Leasing payments are discounted using the implicit interest rate in the lease. If this rate cannot be easily determined, which is generally the case for the group’s leases, the incremental interest rate is used. The incremental interest rate is the interest rate that the lessee would incur at the commencement of the lease if it borrowed, over a period of time, with similar guarantees and in a similar economic environment. The interest was calculated as a combination of the following elements:

• CDS curve of the economic environment
• Euribor Swap Rate Curve.
• Synthetic NH CDS curve.

These elements were combined to obtain an interest rate curve for each contract based on its geo-economics specificities and from which the calculation process consists of bringing each of the discounted flows to the present value at the interest rate corresponding to each maturity within said curve and calculating which single equivalent rate would be used to discount said flows.
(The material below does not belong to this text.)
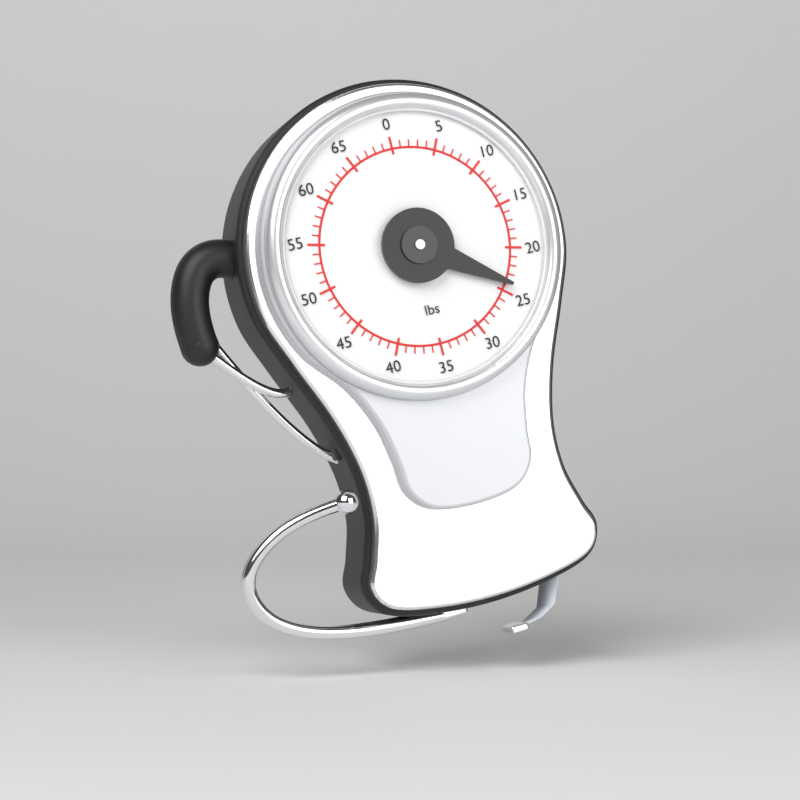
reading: 24 lbs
Potential future increases in variable payments for leases based on an index or rate are not included in leasing liabilities until they take effect. When the adjustments to the leasing payments based on an index or rate take effect, the leasing liability is assessed again and set against the asset for right of use.

Leasing payments are allocated between principal and financial cost. The financial cost is charged to profit/(loss) during the leasing period in a manner that creates a periodic interest rate on the remaining balance of the liability for each period.

Right-of-use assets are valued at cost that comprises the following:

• The initial valuation amount of the leasing liability.
• Any leasing payment made on or before the state date, less any incentive to lease received.
• Any initial indirect cost.
• Restoration costs.
• Incentives to lease received from the lessor.
• Provision on onerous contracts.

In application of IFRS 16, all rent that does not come under the definition of fixed payments in substance and, therefore, is outside the Group’s maximum compulsory commitment, as they are not inevitable, is recorded as an operational expense for the year

Therefore, the Group records variable rent that is linked to exploitation of the underlying assets as an expense, along with those arising from percentages of sales and other similar reference points. Moreover, all rent that, in application of IFRS 16, are outside the Group’s maximum compulsory commitment are recorded as an operational expense for the year

Variable rents that are not, in essence, fixed and the way in which they may involve a liability for the Group would be that the flows arising from exploitation of the CGU are estimated to be negative and, therefore, the Group would be obliged to record a provision for onerous contracts.

An amendment to IFRS 16 was approved by the IASB on 28 May 2020, extended to 30 August 2021, to help accounting for changes in leases resulting from the pandemic caused by Covid-19. The amendment establishes an exemption in which rental concessions caused by Covid-19 may not be recorded as amendments to the lease (Note 2.2.2).